Records contained in a dataset
▼

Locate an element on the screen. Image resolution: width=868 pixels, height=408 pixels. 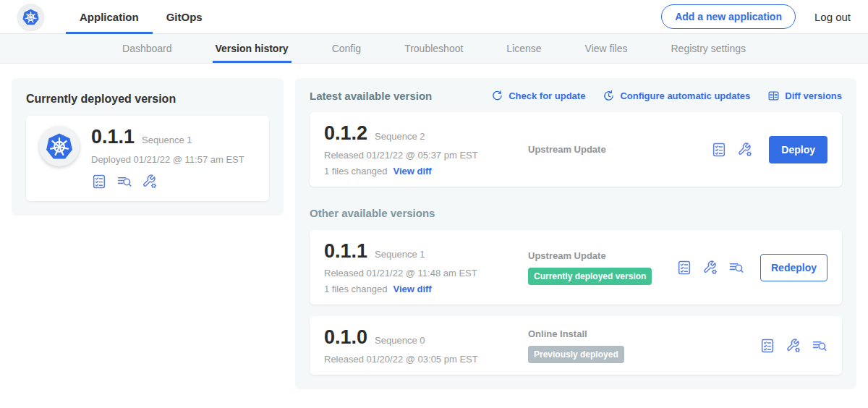
app-logo is located at coordinates (30, 17).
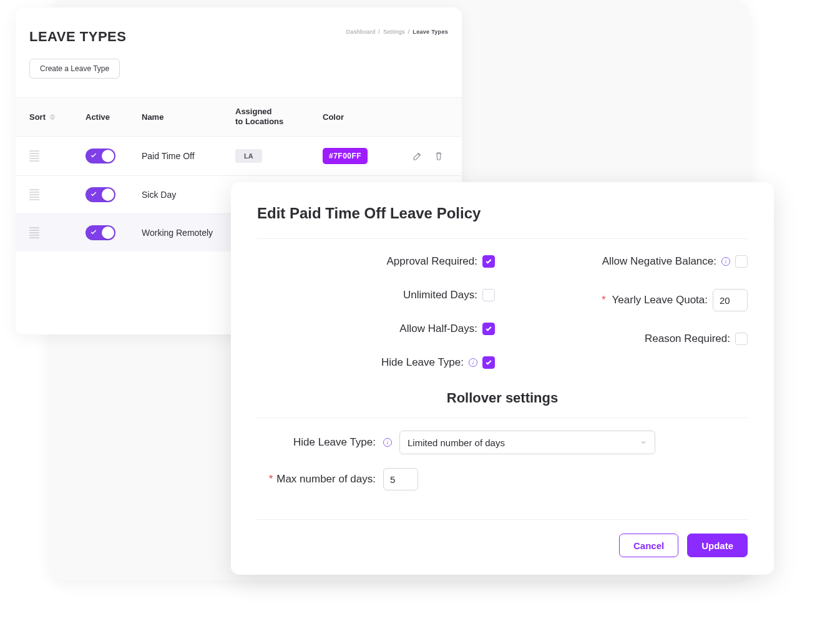  What do you see at coordinates (418, 156) in the screenshot?
I see `edit-icon` at bounding box center [418, 156].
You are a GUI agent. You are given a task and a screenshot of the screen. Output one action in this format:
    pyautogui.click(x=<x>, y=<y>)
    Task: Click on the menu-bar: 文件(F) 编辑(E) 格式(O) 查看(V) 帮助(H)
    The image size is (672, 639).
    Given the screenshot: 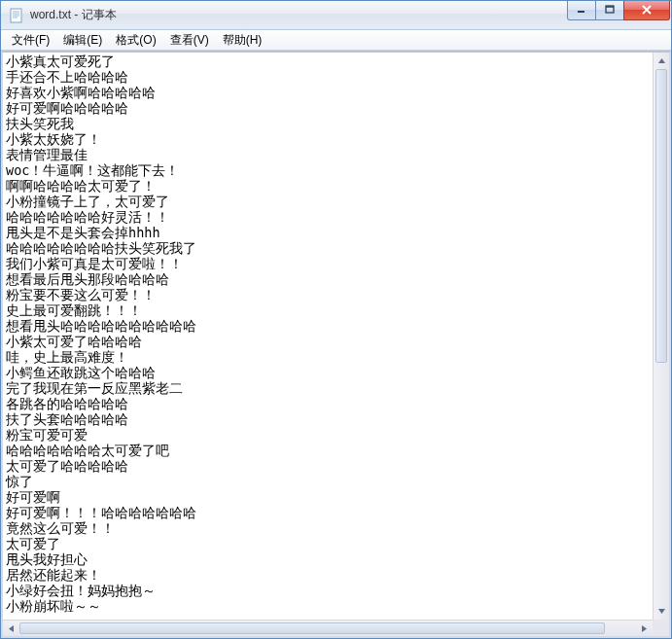 What is the action you would take?
    pyautogui.click(x=336, y=41)
    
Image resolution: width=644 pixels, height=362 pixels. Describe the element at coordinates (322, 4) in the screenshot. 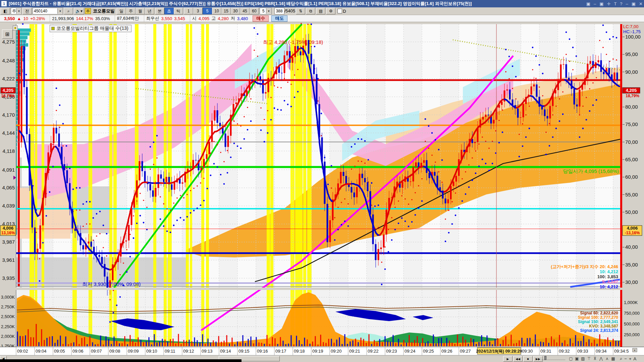

I see `window-titlebar: 1 [0601] 주식종합차트 - 유통비율[21.4] 거래대금[87,615…` at that location.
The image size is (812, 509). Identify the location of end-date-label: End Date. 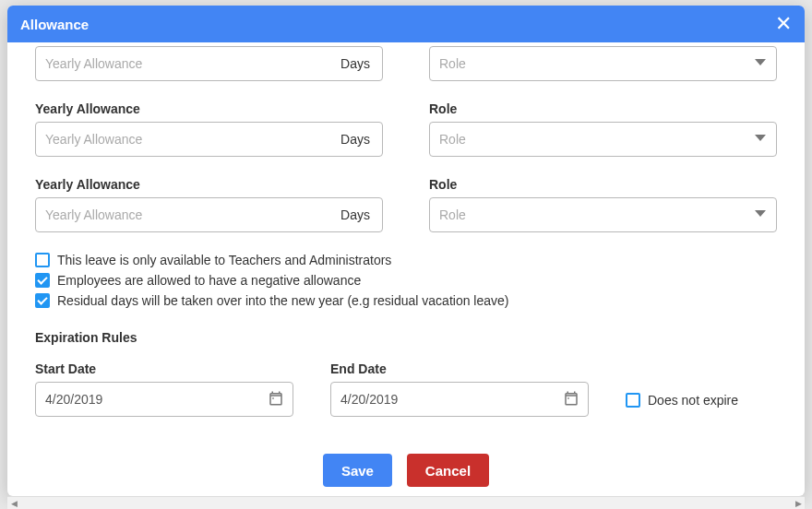
(460, 369).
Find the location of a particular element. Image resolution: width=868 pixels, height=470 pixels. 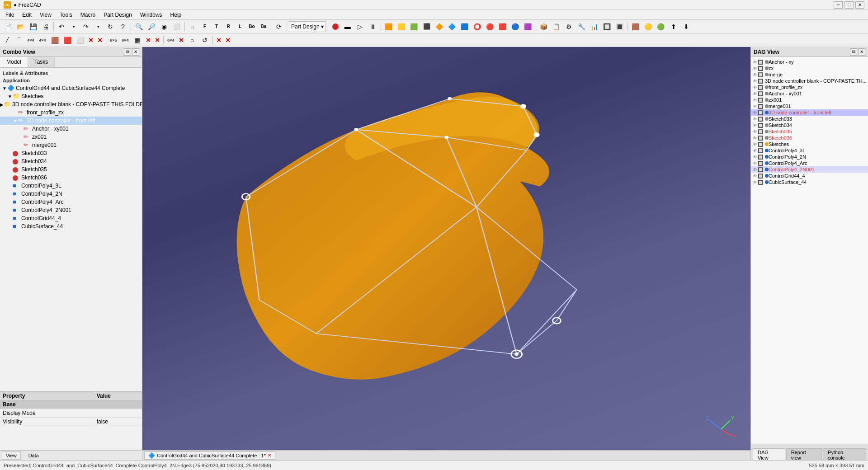

tool-x2: 🟥 is located at coordinates (67, 40).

▲

What you need to do
From the line containing "Find the location" to the last line of the records above, return each line exactly, both ends included, and nothing more. Leave out the pictures.

Answer to the problem
Find the location of a particular element. Image resolution: width=868 pixels, height=470 pixels. 

tool-x2: 🟥 is located at coordinates (67, 40).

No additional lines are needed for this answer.